The Train That Couldn't Slow Down [24/52]

My girlfriend and I had to travel down to London this week and I’ve been mulling a travel experiment, what would it be like to watch Mayday: Air Crash Investigation, on a plane. How would the show interact with the journey, would it alter my perception of air travel or further inform my criticism?

Anyway we took a train, so we watched Unstoppable, a movie about a runaway freight train and I don’t think the experiment worked. There just wasn’t much interaction between the movie and the journey. Part of that was how uncomfortable the train was; Lumo has taken on the west coast mainline franchise and has removed any padding from the seats, selling it to pay for their CEO bonuses. Ironically this direct failure of capitalism would be at home in an episode of Air Crash Investigation, where the actual villain is usually hungry corporate cost cutting. Lumo isn’t risking lives with its penny pinching, just bruising butts, but it’s very frustrating. Also a film about an American fright train disaster just isn’t that related to British pubic transport. So as an experiment, there were more than a few hiccups, I really don’t think it worked.

As much as I could, I enjoyed Unstoppable. It’s got this constant building suspense, with matching rising stakes. Starting from the initial runaway, which seems incidental, not carefree but not important. Building to all out, high stakes chase, our hero’s running down the runaway in another train. There’s lots of leaping, they save the day, the tension is dissipated, it’s a very Hollywood ending. The film has these release valves in it, where the runaway blasts though a stray freight car or a trailer stranded in it’s path. They give you a breather from the relentless pace and showcase the stakes, the power behind this runaway and what happens if it derails. Massive explosions are film language and here they are used as punctuation as much as thrill.

The film has the ‘based on a true story’ tag and I’m not usually a mythbuster, but Well There’s Your Problem, a podcast I listen to had just done an episode on said true story. To give it to you in brief, it’s the bones of a true story, not the details. The heroism is increased sure, but this weird undercurrent of blame and fatphobia is introduced. It adds a weird subplot where one of our ‘heroes’ is an abusive husband who’s redeemed by his actions. Theres an anti-union sentiment too, which just doesn’t fit with the larger narrative. The latter points leave an uncomfortable taste on their own, but especially when attached to ‘real’ events. I really wish that didn’t hang over the film: That part of its Hollywood flare was slander.

In the days since we traveled my ass has recovered from the train, my soul not so much. While it’s not a plane crash, the British train network is a tragedy.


*WORK ORDER*: Only the number is wanted: how many lines in the data contain "screenshot"?

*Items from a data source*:
%%

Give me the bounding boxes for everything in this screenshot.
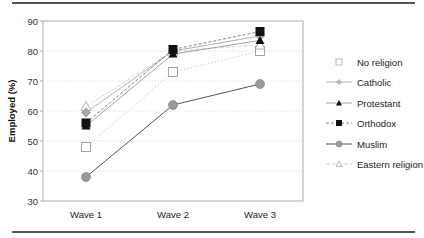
series-markers-muslim (82, 80, 265, 182)
y-tick-label: 80 (27, 46, 38, 57)
series-muslim (86, 84, 260, 177)
x-tick-label: Wave 1 (70, 209, 102, 220)
y-tick-label: 90 (27, 16, 38, 27)
legend: No religionCatholicProtestantOrthodoxMus… (326, 57, 423, 170)
legend-item: Muslim (326, 139, 387, 150)
y-tick-label: 40 (27, 166, 38, 177)
legend-item: Protestant (326, 98, 401, 109)
legend-item: Eastern religion (326, 159, 423, 170)
y-tick-label: 50 (27, 136, 38, 147)
legend-label: Protestant (357, 98, 401, 109)
series-no-religion (86, 51, 260, 147)
legend-item: Catholic (326, 77, 392, 88)
y-tick-label: 30 (27, 196, 38, 207)
x-tick-label: Wave 2 (157, 209, 189, 220)
legend-label: No religion (357, 57, 402, 68)
line-chart: 30405060708090Employed (%)Wave 1Wave 2Wa… (0, 0, 424, 238)
legend-label: Eastern religion (357, 159, 423, 170)
legend-label: Orthodox (357, 118, 396, 129)
series-markers-no-religion (82, 47, 265, 152)
y-axis-label: Employed (%) (6, 80, 17, 143)
y-tick-label: 70 (27, 76, 38, 87)
legend-item: No religion (336, 57, 402, 68)
legend-item: Orthodox (326, 118, 396, 129)
legend-label: Catholic (357, 77, 392, 88)
x-tick-label: Wave 3 (244, 209, 276, 220)
legend-label: Muslim (357, 139, 387, 150)
series-markers-orthodox (82, 27, 265, 128)
y-tick-label: 60 (27, 106, 38, 117)
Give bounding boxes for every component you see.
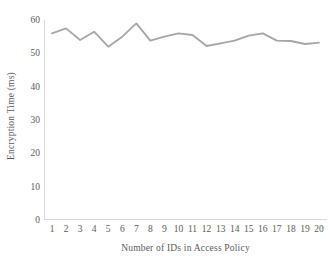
- x-axis-tick-labels: 1234567891011121314151617181920: [44, 223, 327, 237]
- x-axis-tick-label: 4: [92, 223, 97, 235]
- y-axis-tick-label: 40: [18, 82, 44, 92]
- x-axis-tick-label: 12: [202, 223, 212, 235]
- y-axis-tick-label: 60: [18, 15, 44, 25]
- x-axis-tick-label: 3: [78, 223, 83, 235]
- x-axis-tick-label: 1: [50, 223, 55, 235]
- x-axis-tick-label: 13: [216, 223, 226, 235]
- y-axis-title-label: Encryption Time (ms): [6, 72, 16, 160]
- plot-area: [44, 20, 327, 220]
- x-axis-tick-label: 18: [286, 223, 296, 235]
- x-axis-tick-label: 9: [162, 223, 167, 235]
- y-axis-tick-label: 30: [18, 115, 44, 125]
- series-line-encryption-time: [52, 23, 319, 46]
- x-axis-tick-label: 15: [244, 223, 254, 235]
- x-axis-tick-label: 10: [174, 223, 184, 235]
- y-axis-tick-label: 0: [18, 215, 44, 225]
- x-axis-tick-label: 5: [106, 223, 111, 235]
- y-axis-tick-label: 10: [18, 182, 44, 192]
- x-axis-tick-label: 19: [300, 223, 310, 235]
- x-axis-tick-label: 20: [314, 223, 324, 235]
- x-axis-tick-label: 14: [230, 223, 240, 235]
- x-axis-tick-label: 17: [272, 223, 282, 235]
- y-axis-tick-label: 20: [18, 148, 44, 158]
- x-axis-tick-label: 16: [258, 223, 268, 235]
- x-axis-tick-label: 8: [148, 223, 153, 235]
- x-axis-tick-label: 7: [134, 223, 139, 235]
- y-axis-tick-labels: 0102030405060: [18, 0, 44, 272]
- x-axis-tick-label: 11: [188, 223, 197, 235]
- x-axis-tick-label: 2: [64, 223, 69, 235]
- y-axis-tick-label: 50: [18, 48, 44, 58]
- x-axis-tick-label: 6: [120, 223, 125, 235]
- line-chart: Encryption Time (ms) 0102030405060 12345…: [0, 0, 331, 272]
- data-line-svg: [44, 20, 327, 220]
- x-axis-title: Number of IDs in Access Policy: [44, 243, 327, 253]
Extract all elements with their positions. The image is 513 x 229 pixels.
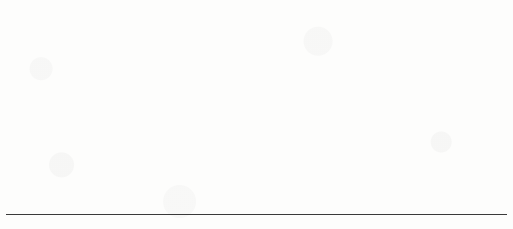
chart-plot-area	[0, 0, 513, 229]
chart-page	[0, 0, 513, 229]
footer-rule	[6, 214, 507, 215]
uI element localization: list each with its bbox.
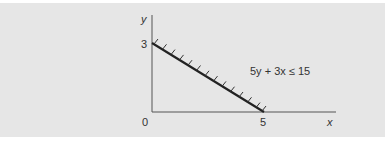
x-axis-label: x (326, 116, 333, 128)
constraint-label: 5y + 3x ≤ 15 (250, 65, 310, 77)
constraint-diagram: y 3 0 5 x 5y + 3x ≤ 15 (0, 0, 385, 142)
y-axis-label: y (140, 13, 148, 25)
constraint-line (152, 43, 264, 112)
x-tick-label: 5 (260, 116, 266, 128)
origin-label: 0 (142, 116, 148, 128)
y-tick-label: 3 (141, 38, 147, 50)
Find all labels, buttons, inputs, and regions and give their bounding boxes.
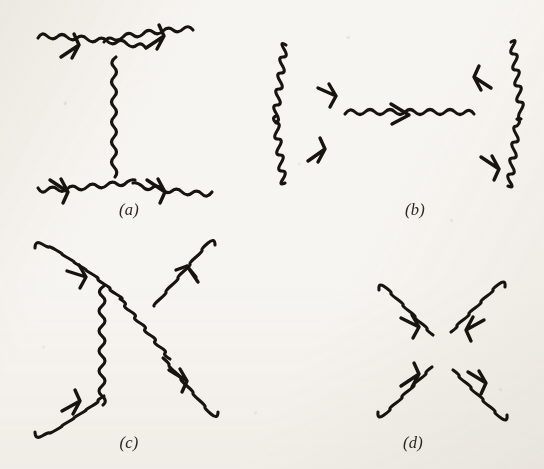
panel-b-leg-upper-right [511,41,524,119]
panel-b-leg-upper-left [274,44,287,122]
panel-d-diagram [378,282,507,420]
feynman-diagram-canvas: (a) (b) (c) (d) [0,0,544,469]
panel-c-leg-upper-left [35,243,122,299]
panel-a-internal-propagator [112,57,117,177]
panel-b-arrow-upper-right [474,66,491,90]
panel-c-label: (c) [119,433,138,452]
panel-c-diagram [35,240,218,437]
panel-b-leg-lower-left [274,116,286,184]
panel-c-leg-upper-left-continued [120,299,170,359]
panel-d-leg-lower-left [378,367,432,417]
panel-a-arrow-lower-right [147,179,165,203]
panel-b-arrow-upper-left [318,84,336,107]
panel-d-leg-upper-left [379,285,433,335]
panel-c-internal-propagator [99,286,105,405]
figure-root: (a) (b) (c) (d) [0,0,544,469]
panel-c-arrow-lower-right [169,369,187,392]
panel-b-arrow-lower-left [308,138,325,162]
panel-a-arrow-upper-right [146,25,164,49]
panel-c-leg-upper-right [154,240,215,306]
panel-b-leg-lower-right [508,119,520,187]
panel-c-arrow-lower-left [62,390,80,414]
panel-c-leg-lower-left [35,396,104,437]
panel-c-leg-lower-right [163,358,218,417]
panel-a-leg-upper-left [38,34,145,47]
panel-d-label: (d) [403,433,423,452]
panel-d-arrow-upper-right [466,317,484,341]
panel-a-label: (a) [119,200,139,219]
panel-a-leg-upper-right [104,27,193,42]
panel-b-diagram [274,41,524,187]
panel-a-leg-lower-right [133,183,212,196]
panel-a-diagram [38,25,212,203]
panel-b-arrow-lower-right [481,156,499,180]
panel-b-label: (b) [405,200,425,219]
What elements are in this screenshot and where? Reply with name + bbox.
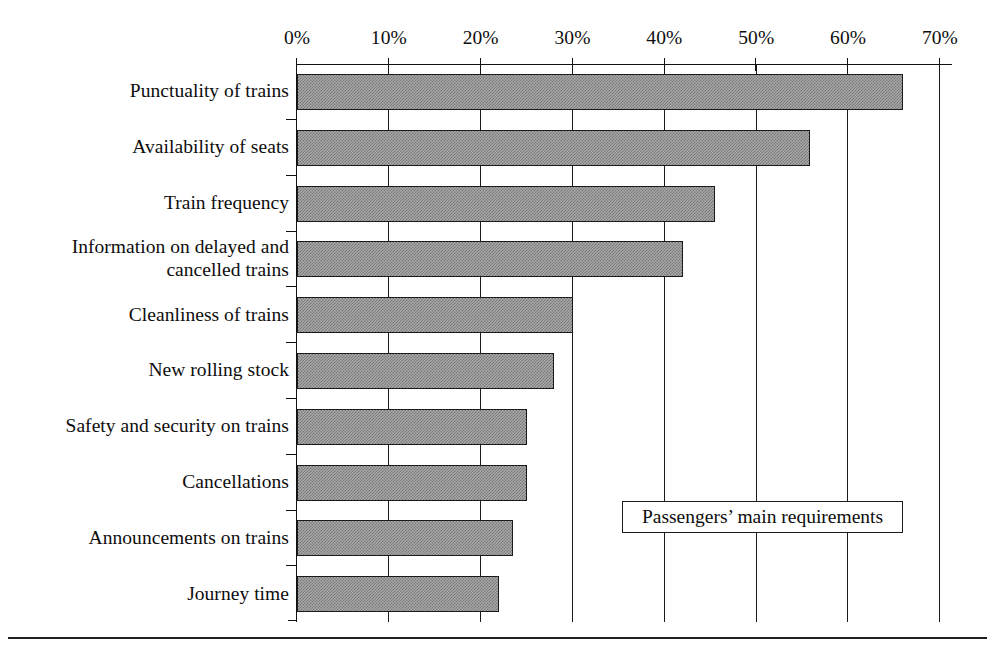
x-tick-70	[939, 58, 940, 71]
x-tick-0	[296, 58, 297, 71]
y-tick-8	[286, 565, 297, 566]
legend-label: Passengers’ main requirements	[642, 506, 883, 528]
x-axis-label-20: 20%	[463, 28, 499, 47]
y-tick-4	[286, 342, 297, 343]
bar-cleanliness-of-trains	[297, 297, 573, 333]
gridline-60	[847, 64, 848, 622]
y-tick-1	[286, 175, 297, 176]
y-tick-5	[286, 398, 297, 399]
category-label-cancellations: Cancellations	[0, 470, 289, 493]
category-label-new-rolling-stock: New rolling stock	[0, 358, 289, 381]
x-tick-50	[755, 58, 756, 71]
bar-announcements-on-trains	[297, 520, 513, 556]
y-tick-6	[286, 454, 297, 455]
category-label-announcements-on-trains: Announcements on trains	[0, 526, 289, 549]
bar-new-rolling-stock	[297, 353, 554, 389]
y-tick-0	[286, 119, 297, 120]
x-axis-label-10: 10%	[371, 28, 407, 47]
y-axis-foot	[288, 620, 297, 621]
x-axis-label-30: 30%	[555, 28, 591, 47]
bar-cancellations	[297, 465, 527, 501]
x-axis-line	[297, 64, 952, 65]
y-tick-2	[286, 231, 297, 232]
page-bottom-rule	[8, 637, 987, 639]
category-label-safety-and-security-on-trains: Safety and security on trains	[0, 414, 289, 437]
x-tick-60	[847, 58, 848, 71]
bar-safety-and-security-on-trains	[297, 409, 527, 445]
bar-availability-of-seats	[297, 130, 810, 166]
x-axis-label-60: 60%	[830, 28, 866, 47]
bar-train-frequency	[297, 186, 715, 222]
x-axis-label-70: 70%	[922, 28, 958, 47]
category-label-train-frequency: Train frequency	[0, 191, 289, 214]
bar-journey-time	[297, 576, 499, 612]
category-label-journey-time: Journey time	[0, 582, 289, 605]
x-axis-label-0: 0%	[284, 28, 310, 47]
gridline-70	[939, 64, 940, 622]
bar-chart: 0%10%20%30%40%50%60%70%Punctuality of tr…	[0, 0, 995, 655]
bar-information-on-delayed-and-cancelled-trains	[297, 241, 683, 277]
x-axis-label-40: 40%	[646, 28, 682, 47]
y-tick-7	[286, 510, 297, 511]
chart-legend: Passengers’ main requirements	[622, 501, 903, 533]
category-label-cleanliness-of-trains: Cleanliness of trains	[0, 303, 289, 326]
x-tick-30	[572, 58, 573, 71]
category-label-punctuality-of-trains: Punctuality of trains	[0, 79, 289, 102]
x-tick-10	[388, 58, 389, 71]
bar-punctuality-of-trains	[297, 74, 903, 110]
x-tick-20	[480, 58, 481, 71]
category-label-availability-of-seats: Availability of seats	[0, 135, 289, 158]
x-tick-40	[664, 58, 665, 71]
x-axis-label-50: 50%	[738, 28, 774, 47]
y-tick-3	[286, 286, 297, 287]
category-label-information-on-delayed-and-cancelled-trains: Information on delayed and cancelled tra…	[0, 235, 289, 281]
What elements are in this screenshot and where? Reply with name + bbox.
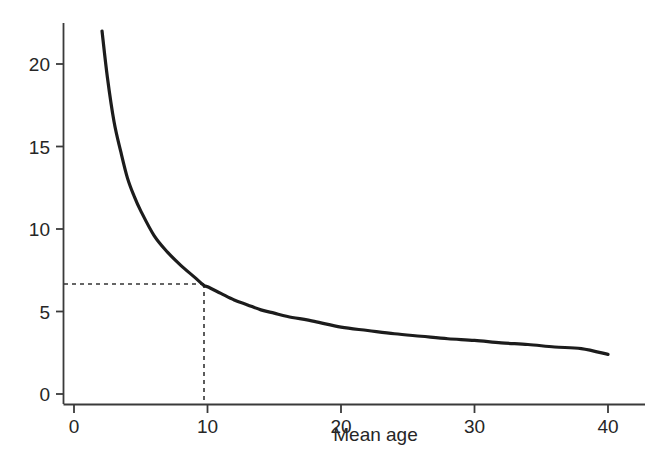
x-tick-label-20: 20 bbox=[330, 416, 351, 437]
y-axis-ticks bbox=[56, 64, 64, 394]
x-axis-tick-labels: 0 10 20 30 40 bbox=[69, 416, 619, 437]
data-curve bbox=[102, 31, 608, 354]
y-tick-label-10: 10 bbox=[29, 219, 50, 240]
y-tick-label-0: 0 bbox=[39, 384, 50, 405]
y-tick-label-15: 15 bbox=[29, 137, 50, 158]
x-tick-label-10: 10 bbox=[197, 416, 218, 437]
x-tick-label-30: 30 bbox=[464, 416, 485, 437]
y-axis-tick-labels: 20 15 10 5 0 bbox=[29, 54, 50, 405]
chart-figure: 20 15 10 5 0 0 10 20 30 40 bbox=[0, 0, 651, 463]
y-tick-label-20: 20 bbox=[29, 54, 50, 75]
x-axis-ticks bbox=[74, 405, 608, 414]
y-tick-label-5: 5 bbox=[39, 302, 50, 323]
reference-guide-lines bbox=[64, 284, 204, 404]
chart-plot-area: 20 15 10 5 0 0 10 20 30 40 bbox=[0, 0, 651, 463]
x-tick-label-0: 0 bbox=[69, 416, 80, 437]
x-tick-label-40: 40 bbox=[597, 416, 618, 437]
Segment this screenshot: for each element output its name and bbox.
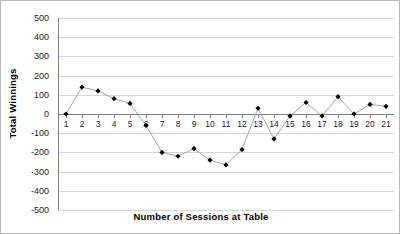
data-point-marker xyxy=(383,104,388,109)
data-point-marker xyxy=(255,106,260,111)
x-axis-title-text: Number of Sessions at Table xyxy=(133,211,268,222)
y-axis-tick-label: 200 xyxy=(15,71,49,81)
y-axis-tick-label: 400 xyxy=(15,32,49,42)
plot-area: 5004003002001000-100-200-300-400-500 123… xyxy=(58,18,394,210)
data-point-marker xyxy=(79,85,84,90)
data-series-line xyxy=(58,18,394,210)
y-axis-tick-label: -400 xyxy=(15,186,49,196)
data-point-marker xyxy=(63,111,68,116)
y-axis-tick-label: -200 xyxy=(15,147,49,157)
data-point-marker xyxy=(159,150,164,155)
data-point-marker xyxy=(111,96,116,101)
data-point-marker xyxy=(175,154,180,159)
chart-frame: Total Winnings 5004003002001000-100-200-… xyxy=(0,0,400,234)
y-axis-tick-label: 500 xyxy=(15,13,49,23)
y-axis-tick-label: 300 xyxy=(15,51,49,61)
data-point-marker xyxy=(271,136,276,141)
y-axis-tick-label: -300 xyxy=(15,167,49,177)
data-point-marker xyxy=(95,88,100,93)
y-axis-tick-label: 0 xyxy=(15,109,49,119)
y-axis-tick-label: 100 xyxy=(15,90,49,100)
x-axis-title: Number of Sessions at Table xyxy=(1,211,400,222)
y-axis-tick-label: -100 xyxy=(15,128,49,138)
data-point-marker xyxy=(367,102,372,107)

%%

*COMPLETED EXERCISE*: 4